The title and accompanying art work don’t hold out much promise but this is a competent piece of film-making with several touches which lift it ever so slightly above the mediocre. However, the material is too routine and predictable to have much impact and its lack of distinction may have helped put an end to John Schneider’s movie career. This is unfortunate since Schneider had both youth and size at this point and could possibly have competed with Schwarzenegger, Van Damme, and Chuck Norris for leads in action movies. (Assuming he got a better haircut.)

Schneider plays a man at odds with a South American drug lord and in one scene Schneider is captured and tortured for information by the drug lord’s henchmen. He’s stripped of his shirt, thus allowing him to show off an impressive but not over-muscled physique, and bound spreadeagled-style. Here, as is common throughout the movie, there’s a small but imaginative touch that elevates the otherwise unexceptional proceedings.
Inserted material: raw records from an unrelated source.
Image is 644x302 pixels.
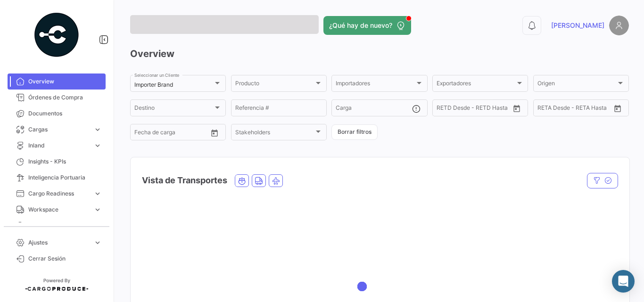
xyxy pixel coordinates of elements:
[235,82,314,88] span: Producto
[93,238,102,247] span: expand_more
[208,126,222,140] button: Open calendar
[269,175,282,186] button: Air
[460,106,495,112] input: Hasta
[28,206,89,214] span: Workspace
[93,141,102,150] span: expand_more
[130,47,629,60] h3: Overview
[134,81,173,88] mat-select-trigger: Importer Brand
[28,157,102,166] span: Insights - KPIs
[8,170,105,186] a: Inteligencia Portuaria
[436,106,454,112] input: Desde
[611,102,625,116] button: Open calendar
[134,106,213,112] span: Destino
[28,77,102,86] span: Overview
[28,174,102,182] span: Inteligencia Portuaria
[252,175,265,186] button: Land
[28,141,89,150] span: Inland
[93,125,102,134] span: expand_more
[561,106,596,112] input: Hasta
[332,125,378,140] button: Borrar filtros
[8,73,105,89] a: Overview
[28,222,102,230] span: Programas
[537,106,555,112] input: Desde
[235,175,249,186] button: Ocean
[8,218,105,234] a: Programas
[142,174,227,187] h4: Vista de Transportes
[28,125,89,134] span: Cargas
[93,206,102,214] span: expand_more
[551,20,604,30] span: [PERSON_NAME]
[612,270,634,292] div: Abrir Intercom Messenger
[93,190,102,198] span: expand_more
[33,11,80,59] img: powered-by.png
[8,89,105,105] a: Órdenes de Compra
[510,102,524,116] button: Open calendar
[609,15,629,35] img: placeholder-user.png
[335,82,415,88] span: Importadores
[28,93,102,102] span: Órdenes de Compra
[323,16,411,35] button: ¿Qué hay de nuevo?
[134,130,151,137] input: Desde
[436,82,516,88] span: Exportadores
[329,20,392,30] span: ¿Qué hay de nuevo?
[537,82,617,88] span: Origen
[158,130,193,137] input: Hasta
[235,130,314,137] span: Stakeholders
[8,154,105,170] a: Insights - KPIs
[8,105,105,121] a: Documentos
[28,255,102,263] span: Cerrar Sesión
[28,238,89,247] span: Ajustes
[28,109,102,117] span: Documentos
[28,190,89,198] span: Cargo Readiness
As expected, Schneider is forced to endure electroshocks since electricity is almost always the torture of choice in these movies. And, as expected, his pants are left on, thus putting off-limits, in a gentlemanly sort of way, the very parts of his body most vulnerable to electric shocks! This means the sadistic henchman with the cattle-prod restricts himself just to shocks above his victim’s waist. (Yes, there’s the usual close-up of the tip of the prod being held to one of Schneider’s sweaty nipples.)
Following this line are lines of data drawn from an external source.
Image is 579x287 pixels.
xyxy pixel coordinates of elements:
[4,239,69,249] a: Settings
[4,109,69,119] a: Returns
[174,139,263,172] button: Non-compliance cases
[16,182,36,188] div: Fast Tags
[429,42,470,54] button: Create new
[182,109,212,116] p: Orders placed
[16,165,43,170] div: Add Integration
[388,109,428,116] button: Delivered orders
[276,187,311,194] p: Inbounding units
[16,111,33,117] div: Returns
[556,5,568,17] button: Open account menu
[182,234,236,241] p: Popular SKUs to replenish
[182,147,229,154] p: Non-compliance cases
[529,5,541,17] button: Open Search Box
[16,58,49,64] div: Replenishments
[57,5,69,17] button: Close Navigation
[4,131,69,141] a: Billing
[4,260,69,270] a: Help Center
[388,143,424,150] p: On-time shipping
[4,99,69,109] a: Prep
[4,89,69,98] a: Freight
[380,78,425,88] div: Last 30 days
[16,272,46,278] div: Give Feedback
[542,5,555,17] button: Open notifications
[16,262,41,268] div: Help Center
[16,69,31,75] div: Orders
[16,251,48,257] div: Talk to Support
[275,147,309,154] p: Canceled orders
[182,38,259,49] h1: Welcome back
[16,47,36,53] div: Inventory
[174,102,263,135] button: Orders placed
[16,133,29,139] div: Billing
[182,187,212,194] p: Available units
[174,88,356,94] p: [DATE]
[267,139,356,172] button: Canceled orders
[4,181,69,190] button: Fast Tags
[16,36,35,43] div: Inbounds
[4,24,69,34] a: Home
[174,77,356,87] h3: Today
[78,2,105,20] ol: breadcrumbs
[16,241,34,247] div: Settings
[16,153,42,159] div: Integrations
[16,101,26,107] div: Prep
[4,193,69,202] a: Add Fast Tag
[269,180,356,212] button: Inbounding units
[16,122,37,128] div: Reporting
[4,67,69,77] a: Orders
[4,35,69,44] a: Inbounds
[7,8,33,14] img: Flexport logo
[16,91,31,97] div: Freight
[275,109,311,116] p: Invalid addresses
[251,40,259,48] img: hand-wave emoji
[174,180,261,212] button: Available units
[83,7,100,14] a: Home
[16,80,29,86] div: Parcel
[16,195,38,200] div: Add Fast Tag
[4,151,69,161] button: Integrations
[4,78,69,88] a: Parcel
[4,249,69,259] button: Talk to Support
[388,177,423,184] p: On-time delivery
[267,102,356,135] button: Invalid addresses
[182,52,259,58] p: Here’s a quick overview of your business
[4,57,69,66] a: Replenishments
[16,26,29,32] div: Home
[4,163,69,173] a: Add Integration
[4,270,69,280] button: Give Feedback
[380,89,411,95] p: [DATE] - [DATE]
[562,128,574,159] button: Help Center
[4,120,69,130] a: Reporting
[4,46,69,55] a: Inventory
But the sequence ends with a distinctive flair. Black-gloved hands pry apart Schneider’s lips and we see the prod being roughly inserted into his mouth. Now, sticking something into the mouth of a man you’re trying to make “talk” may not be very logical, but it gives the scene a sexual connotation that is often missing in these sequences, and it imparts to even a jaded audience the sort of chill that makes them pause and think: “Now, that must REALLY hurt.”

Kathryn Witt, the indispensable “girlfriend,” makes the most of trite material.